All grown up: Best entertainment for college students

Vampire Weekend – Modern Vampires of the City

Early last summer when Vampire Weekend’s in-your-face double entendre of a song “Diane Young” could be heard at your local Kohl’s or township swimming pool, the band also released its most mature and introspective record to date. On Modern Vampires of the City, Vampire Weekend’s members have left campus, are less concerned with “the kids” and genuinely don’t seem to care about punctuation anymore. Instead, themes of mortality, bracing for the banality of life and confronting our maker take center stage. On “Don’t Lie,” the “low click of a ticking clock” looms over frontman Ezra Koenig, but he resolves that “there’s a lifetime right in front of you/ And everyone I know.” This life-affirming sentiment is just one of the many lyrics that is sure to echo those late-night conversations with your roommate that tackle far more gargantuan topics than an upcoming test or weekend plans.

– Shawn Cooke       

“Girls”

HBO’s “Girls” follows four friends in their early 20s trying to survive and thrive in New York City. Each character realizes, in her own way, that after graduation, doing what you love and what is necessary to pay for your lifestyle is rarely the same thing. Like the typical college student in that weird limbo between childhood and adulthood, the girls find that growing up is not always fun or easy. Still, they manage to make the most of their situations and find fun in the most unconventional and innovative places.

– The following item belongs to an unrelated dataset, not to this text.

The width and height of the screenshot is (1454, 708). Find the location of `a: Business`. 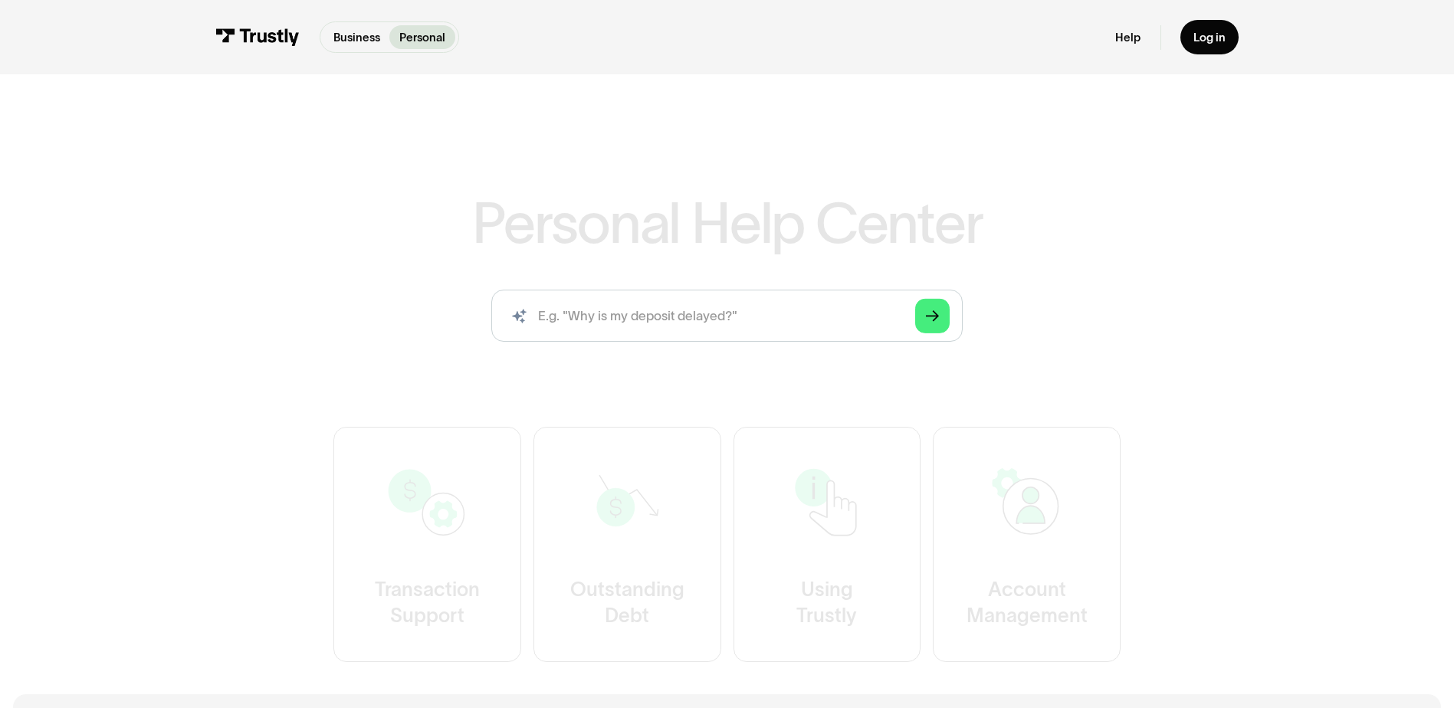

This show reminds us that young adulthood is one of the most exciting times of our lives.

– Britnee Meiser

“Frances Ha”

Much like director Noah Baumbach’s first feature, 1995’s “Kicking and Screaming,” “Frances Ha” updates the mid-20s crisis for the 21st century. “Ha” provides mumblecore wonderkid Greta Gerwig a proper starring vehicle as the titular character — just a few years before she’ll become the new Ted Mosby. As a struggling 27-year-old dancer, Frances realizes that college wasn’t much more than a safe and sheltered waiting room for the crushing pressures of life. She’s an “undateable,” yet affable, young woman who longs for simpler times when her professional life and friendships weren’t slipping through her fingers. Believe it or not, this one’s quietly hilarious — and it almost ends on an optimistic note.

– Shawn Cooke

“Good Will Hunting”

Every college student knows “that guy” — the one person who needs to be the smartest person in the room and regurgitate fact after fact just to elevate himself above his peers.

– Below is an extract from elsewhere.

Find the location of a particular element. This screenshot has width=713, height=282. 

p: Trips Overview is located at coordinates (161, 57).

Gus Van Sant’s 1997 drama “Good Will Hunting,” starring and written by Matt Damon and Ben Affleck, features an excellent takedown of “that guy” in one of its best scenes and remains one of my all-time favorite movies. 

Will Hunting is a janitor at MIT, but he is far from ordinary — he’s a genius. So, when Hunting and his buddy Chuckie (Affleck) are scouring the local college bar, a yuppie graduate student comes into the frame and attempts to call Chuckie out for pretending to be a college student.

When Hunting sees this, he proceeds to belittle every aspect of the graduate student’s persona. That diatribe is more than worthy to search on YouTube, but what makes the scene special is the final phrase Hunting utters after he sees the grad student eating with his friends later that night.

It’s a famous and glorious exchange in which Hunting asks the student if he likes apples. The grad student replies yes, to which Hunting pulls out a piece of paper and states that he procured the phone number of a Harvard student, topping it off with, “How do you like them apples?”

The whole film is terrific, but that scene is a magnificent moment of retribution and victory for every college student who ever took a class with “that guy.”